Here are three sad predictions for the coming new year:

  1. One day during 2014 there will be yet another shooting rampage somewhere in America.
  2. The killer will be a male aged between fifteen and forty.
  3. Although there will be renewed calls for stricter gun control, the political establishment will neither address nor even discuss the fundamental questions raised by these periodic killing sprees.

ScreenHunter_472 Dec. 23 10.00In the wake of the December 2012 massacre at Sandy Hook elementary school in Newton, Connecticut, when twenty children and six adults were killed by a lone gunman, there was much talk about the need for stricter gun control. President Obama urged Congress to pass laws that would strengthen background checks, ban assault weapons, and limit magazine capacity to ten cartridges; but a bill including these measures was defeated in the Senate. At the state level, over a hundred new gun laws have been enacted in 2013, but two-thirds of these loosen rather than tighten restrictions on the buying and owning of guns.

This is regrettable. Without question, laws that make it harder for potential killers (particularly individuals exhibiting signs of mental instability) to acquire guns (particularly semi-automatic assault weapons) would be a good thing. But we are kidding ourselves if we think the availability of such weapons is the main problem.

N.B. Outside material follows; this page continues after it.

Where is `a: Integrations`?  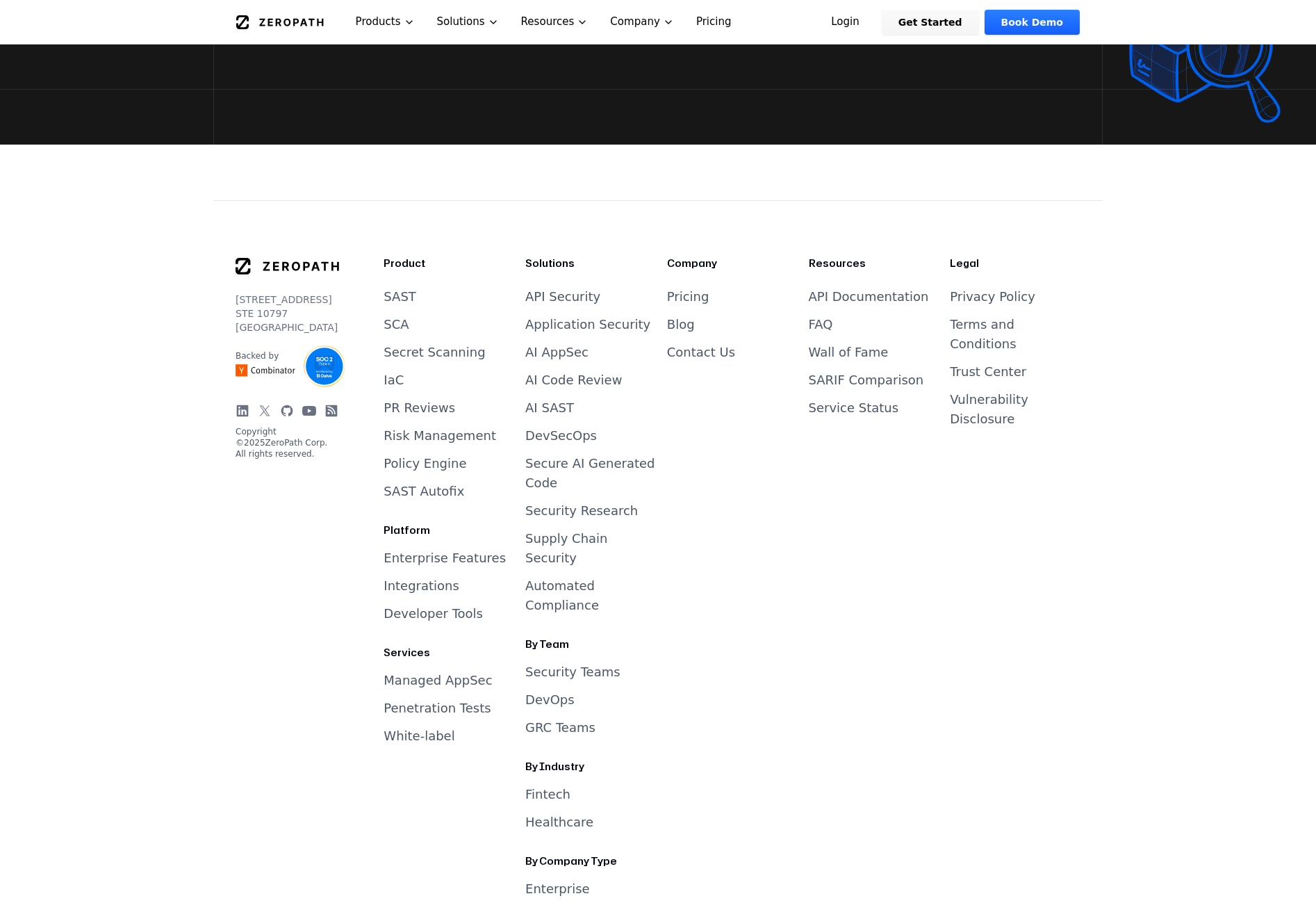 a: Integrations is located at coordinates (422, 585).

We need to ask this question: why is it that every few months somewhere in America a young man goes on a killing spree? The regularity with which this occurs suggests it is a symptom of a cultural malaise. So if we really want to address it meaningfully, we have to identify the underlying causes. That means we must first ask these questions:

  1. Why is our society producing these alienated, depressed, angry and mentally unstable young men?
  2. Why does their anger and alienation express itself in the form that it does—typically, a sudden volley of random violence?

Unless and until our response to these tragedies includes trying to tackle questions like these, it will remain superficial and ineffective. Sure, we can increase security at elementary schools; but the killer can always walk into a college classroom, a hospital, a restaurant, or a shopping mall. We can—and should—ban assault weapons; but a dozen people can still be killed with two revolvers. We can more or less eliminate some hazards: tight airport security reduces almost to zero the chances that someone will smuggle weapons or explosives onto a plane. But we cannot eliminate the possibility that a mentally ill person will get hold of a gun and shoot some strangers. No society can. All we can do is try to reduce the likelihood of such incidents. It's all about probabilities.